Hi,

Until recently, my machine had a permanent IP address and DNS name and
I had no problem using Exim to send mail.  Now I am home for the
summer and we have one DSL line for the whole house, so there is a
router which lets everyone access the net with an internal IP address.
Now Exim works most of the time, but there are a few domains that it
can't send mail to, such as hotmail and sourceforge.  When I try to
send email addressed to an address at these domains, I get "Warning:
message xxx delayed yy hours" emails and finally "Mail delivery
failed".

I'm guessing there is some obscure feature of the SMTP protocol which
either is or isn't supported by almost all servers, and which depends
on the sending computer having a constant global IP address.  Has
anyone else encountered this problem, and if so, were you able to
resolve it somehow?

The error messages in /var/spool/exim/msglog/ look like

2001-08-16 11:53:05 Remote host mc7.law5.hotmail.com [64.4.42.7] closed 
connection after HELO localhost

for hotmail (which I have no idea what it means or how to fix it), and

2001-08-17 13:05:34 SMTP error from remote mailer after end of data: host 
mail.sourceforge.net [216.136.171.198]: 451 rejected: temporarily unable to 
verify envelope sender address <[EMAIL PROTECTED]> (There was a temporary 
failure while looking up the hostname in DNS, it was unreachable, or the mail 
server(s) for that hostname is/are currently not responding and your address 
couldn't be verified.

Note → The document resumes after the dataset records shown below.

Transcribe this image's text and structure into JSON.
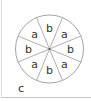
{
  "diagram": {
    "type": "circle-sectors",
    "sector_count": 8,
    "sectors": [
      {
        "label": "b"
      },
      {
        "label": "a"
      },
      {
        "label": "b"
      },
      {
        "label": "a"
      },
      {
        "label": "b"
      },
      {
        "label": "a"
      },
      {
        "label": "b"
      },
      {
        "label": "a"
      }
    ],
    "corner_label": "c",
    "colors": {
      "stroke": "#9a9a9a",
      "text": "#333333",
      "background": "#ffffff"
    }
  }
}
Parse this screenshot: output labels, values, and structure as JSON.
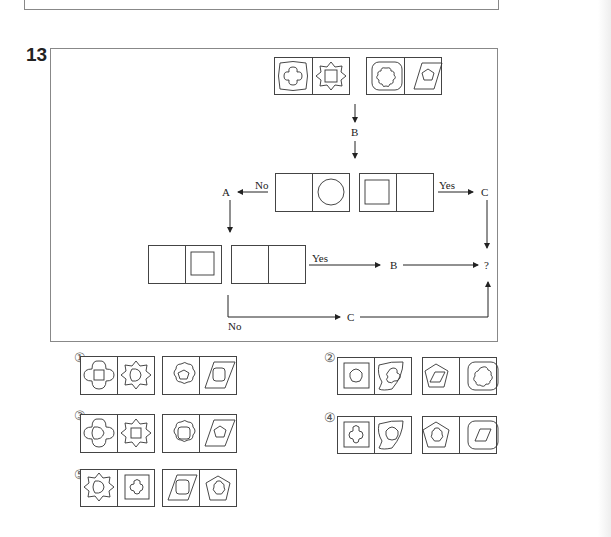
{
  "question": {
    "number": "13",
    "flowchart": {
      "input_tiles": [
        {
          "left": "star-oval with clover",
          "right": "8-point star with square"
        },
        {
          "left": "rounded square with flower",
          "right": "parallelogram with pentagon"
        }
      ],
      "operation_top": "B",
      "decision1": {
        "tiles": [
          {
            "left": "empty",
            "right": "circle"
          },
          {
            "left": "square",
            "right": "empty"
          }
        ],
        "no_label": "No",
        "no_target": "A",
        "yes_label": "Yes",
        "yes_target": "C"
      },
      "decision2": {
        "tiles": [
          {
            "left": "empty",
            "right": "square"
          },
          {
            "left": "empty",
            "right": "empty"
          }
        ],
        "yes_label": "Yes",
        "yes_target": "B",
        "no_label": "No",
        "no_target": "C"
      },
      "result": "?"
    },
    "choices": [
      {
        "label": "①"
      },
      {
        "label": "②"
      },
      {
        "label": "③"
      },
      {
        "label": "④"
      },
      {
        "label": "⑤"
      }
    ]
  }
}
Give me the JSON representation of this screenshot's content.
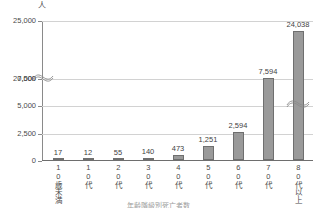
{
  "unit_label": "人",
  "caption": "年齢階級別死亡者数",
  "chart_data": {
    "type": "bar",
    "title": "",
    "subtitle": "",
    "xlabel": "",
    "ylabel": "人",
    "categories": [
      "10歳未満",
      "10代",
      "20代",
      "30代",
      "40代",
      "50代",
      "60代",
      "70代",
      "80代以上"
    ],
    "values": [
      17,
      12,
      55,
      140,
      473,
      1251,
      2594,
      7594,
      24038
    ],
    "value_labels": [
      "17",
      "12",
      "55",
      "140",
      "473",
      "1,251",
      "2,594",
      "7,594",
      "24,038"
    ],
    "ytick_labels": [
      "0",
      "2,500",
      "5,000",
      "7,500",
      "20,000",
      "25,000"
    ],
    "ytick_values": [
      0,
      2500,
      5000,
      7500,
      20000,
      25000
    ],
    "ylim": [
      0,
      25000
    ],
    "axis_break": {
      "present": true,
      "between": [
        7500,
        20000
      ],
      "broken_bar_index": 8
    },
    "grid": true,
    "legend": false,
    "bar_color": "#9a9a9a",
    "bar_border_color": "#6f6f6f",
    "grid_color": "#d2d2d2",
    "axis_color": "#8a8a8a",
    "text_color": "#4a4a4a"
  }
}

You may be using an internal hostname that's not 
reachable from the internet and if so, bounces can't reach you as a result. You 
should setup an MX record for it, or masquerade your domain to something that 
does accept mail from the internet. This failure is temporary

for sourceforge.  I've tried changing my envelope sender address
(since kurukshetra.caltech.edu doesn't mean anything any more) to the
actual IP address of the house (which is dynamic), but then I get

2001-08-17 13:15:29 routing failed for [EMAIL PROTECTED]: unrouteable mail 
domain "64.169.119.185"

even though the router is set up to forward SMTP and I can send mail
to [EMAIL PROTECTED] without a problem.

Conclusion: I'm confused.  Help!

Thanks,
Mike

\\// | R | T R | L B | //\\ ~ Michael Abraham Shulman
http://kurukshetra.cjb.net/ ~ [EMAIL PROTECTED]
ICQ #329350  ~  AIM Djhuty  ~ jabber://[EMAIL PROTECTED]

Isn't it interesting that the same people who laugh at science fiction
listen to weather forecasts and economists?